Why container data is ephemeral
A container has two file layers:
- Image layers โ read-only, shared between containers from the
same image.
- Container writable layer โ created on top when the container
starts, destroyed when the container is removed.
Demo the problem:
# Start a container and write data to the scratchpad layer
docker run -d --name eph alpine sh -c "echo hello > /data && sleep 600"
# Verify the data exists (prints: hello)
docker exec eph cat /data
# Remove the container (discarding its writable layer)
docker rm -f eph
# Start a fresh container from the same base image
docker run -d --name eph alpine sh -c "sleep 600"
# Verify the data is gone (prints: No such file or directory)
docker exec eph cat /data 2>&1
Data didn't survive the container's death. That's by design โ the
read-only base image is unchanged, the writable scratchpad is
discarded. For anything you want to keep (databases, uploaded
files, build caches) you need either a volume or a bind
mount.
Click Verify step when you've reproduced the disappearance.
Hint
Containers are immutable; their writable layer is deleted with the container.
Named volumes
A named volume is managed by Docker on the host filesystem. It
lives independently of any container โ containers come and go,
volumes stay.
Create one + mount it into a fresh nginx:
docker volume create app-data
docker volume ls
docker run -d --name web \
--mount source=app-data,target=/usr/share/nginx/html \
-p 8300:80 \
nginx:alpine
Write something into the volume via the container:
docker exec web sh -c 'echo "<h1>persisted</h1>" > /usr/share/nginx/html/index.html'
curl -s http://localhost:8300/
Now blow up the container โ but NOT the volume:
docker rm -f web
Start a brand-new container, mount the same volume:
docker run -d --name web2 \
--mount source=app-data,target=/usr/share/nginx/html \
-p 8301:80 \
nginx:alpine
curl -s http://localhost:8301/
You should see persisted โ the new container reads the same files
the previous one wrote. That's the volume earning its keep.
Volumes also support the older -v syntax โ same effect, terser:
# docker run -d -v app-data:/usr/share/nginx/html nginx:alpine
Click Verify step.
Hint
`docker volume create`, then `--mount source=<vol>,target=<path>` at run.
Bind mounts
A bind mount mounts a specific host directory into the
container. Unlike named volumes, the host path is literal and
visible โ useful for dev (edit host files, see them in the
container immediately).
Create a host directory with content:
mkdir -p ~/site
cat > ~/site/index.html <<'HTML'
<!doctype html>
<html><body><h1>served from a bind mount</h1></body></html>
HTML
Mount it at /usr/share/nginx/html:
docker run -d --name dev-web \
-v ~/site:/usr/share/nginx/html:ro \
-p 8310:80 \
nginx:alpine
curl -s http://localhost:8310/
Now edit the host file โ the container immediately serves the new
content:
echo "<h1>edited live</h1>" > ~/site/index.html
curl -s http://localhost:8310/
The :ro flag mounts read-only. That's the safer default for
shipping config into a container โ code in the container can't
accidentally overwrite your host files.
Volumes vs bind mounts โ when to use which:
| | Volume | Bind mount |
|--|--|--|
| Path | Docker manages | You pick |
| Portable | Yes | Tied to host paths |
| Backups | docker run --rm -v vol:/x alpine tar ... | Just tar the host dir |
| Best for | Databases, caches, app data | Local dev hot-reload, config files |
Click Verify step when :8310 serves "edited live".
Hint
`-v $(pwd):/app` mounts a host path. Read-only is `:ro`.
Inspect and clean up
A few daily-driver storage commands.
List + inspect:
docker volume ls
docker volume inspect app-data
docker volume inspect --format '{{ .Mountpoint }}' app-data
The mountpoint is the real directory on the host. For
operational debugging you can ls it directly:
ls $(docker volume inspect --format '{{.Mountpoint}}' app-data)
Tag volumes with labels so prune doesn't kill them:
docker volume create --label keep=true important-data
docker volume ls --filter label=keep
Prune โ remove unused volumes:
docker volume prune -f
docker volume ls
prune deletes only dangling volumes (no container is mounting
them). To wipe a specific one:
docker volume rm important-data
If you try to remove a volume that's still in use, you get an
explicit error naming the using container.
Click Verify step when app-data still exists and contains
the persisted content from step 2.
Hint
`docker volume ls`, `docker volume inspect`, `docker volume prune`.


**EXERCISE DIRECTIONS**
Each line of the entries that mentions the string "Agreement" needs to be reported.

START SOURCE MATERIAL

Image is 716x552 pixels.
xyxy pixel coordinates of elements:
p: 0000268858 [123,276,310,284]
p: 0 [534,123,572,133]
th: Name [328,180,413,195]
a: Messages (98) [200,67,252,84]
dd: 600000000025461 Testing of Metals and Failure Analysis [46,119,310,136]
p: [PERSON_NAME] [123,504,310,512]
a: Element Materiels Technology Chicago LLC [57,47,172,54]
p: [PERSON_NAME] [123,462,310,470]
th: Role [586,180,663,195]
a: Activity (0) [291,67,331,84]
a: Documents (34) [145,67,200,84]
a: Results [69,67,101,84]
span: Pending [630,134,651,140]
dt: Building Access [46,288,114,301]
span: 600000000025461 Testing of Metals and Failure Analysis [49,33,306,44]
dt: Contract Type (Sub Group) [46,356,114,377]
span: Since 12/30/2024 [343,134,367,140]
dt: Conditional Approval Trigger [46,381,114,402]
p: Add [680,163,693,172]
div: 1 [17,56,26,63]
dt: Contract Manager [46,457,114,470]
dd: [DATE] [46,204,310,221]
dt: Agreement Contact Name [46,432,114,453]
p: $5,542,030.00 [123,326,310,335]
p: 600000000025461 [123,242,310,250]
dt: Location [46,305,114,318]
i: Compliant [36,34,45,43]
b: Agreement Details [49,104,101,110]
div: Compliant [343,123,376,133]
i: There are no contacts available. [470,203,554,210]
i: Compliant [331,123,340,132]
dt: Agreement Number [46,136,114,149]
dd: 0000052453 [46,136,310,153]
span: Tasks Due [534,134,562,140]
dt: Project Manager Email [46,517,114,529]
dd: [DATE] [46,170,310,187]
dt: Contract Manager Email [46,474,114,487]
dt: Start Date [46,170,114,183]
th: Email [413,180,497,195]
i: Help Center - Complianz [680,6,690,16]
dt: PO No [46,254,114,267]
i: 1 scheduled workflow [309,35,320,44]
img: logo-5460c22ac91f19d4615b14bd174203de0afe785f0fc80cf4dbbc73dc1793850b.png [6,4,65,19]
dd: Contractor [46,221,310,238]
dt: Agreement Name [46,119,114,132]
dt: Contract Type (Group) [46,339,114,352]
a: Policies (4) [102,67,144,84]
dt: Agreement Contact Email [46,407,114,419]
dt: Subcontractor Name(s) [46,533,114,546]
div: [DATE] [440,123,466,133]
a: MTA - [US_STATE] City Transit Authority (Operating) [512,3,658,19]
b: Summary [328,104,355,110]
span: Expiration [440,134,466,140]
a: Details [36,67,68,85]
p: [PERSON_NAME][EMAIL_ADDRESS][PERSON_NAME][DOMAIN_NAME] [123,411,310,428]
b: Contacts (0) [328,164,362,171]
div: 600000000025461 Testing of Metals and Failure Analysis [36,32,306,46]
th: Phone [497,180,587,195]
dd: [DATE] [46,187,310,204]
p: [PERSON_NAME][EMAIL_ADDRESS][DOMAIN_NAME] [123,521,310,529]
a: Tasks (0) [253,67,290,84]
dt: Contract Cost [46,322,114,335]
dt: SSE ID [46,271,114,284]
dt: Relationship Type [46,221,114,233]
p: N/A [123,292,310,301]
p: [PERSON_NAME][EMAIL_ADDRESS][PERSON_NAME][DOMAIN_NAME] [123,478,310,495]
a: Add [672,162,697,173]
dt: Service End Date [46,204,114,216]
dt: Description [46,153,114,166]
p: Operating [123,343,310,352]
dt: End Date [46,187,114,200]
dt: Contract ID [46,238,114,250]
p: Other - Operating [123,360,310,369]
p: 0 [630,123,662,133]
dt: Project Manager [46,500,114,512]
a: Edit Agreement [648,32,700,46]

END SOURCE MATERIAL

**ANSWER FOR THE TASK**
dt: Agreement Contact Name [46,432,114,453]
b: Agreement Details [49,104,101,110]
dt: Agreement Number [46,136,114,149]
dt: Agreement Name [46,119,114,132]
dt: Agreement Contact Email [46,407,114,419]
a: Edit Agreement [648,32,700,46]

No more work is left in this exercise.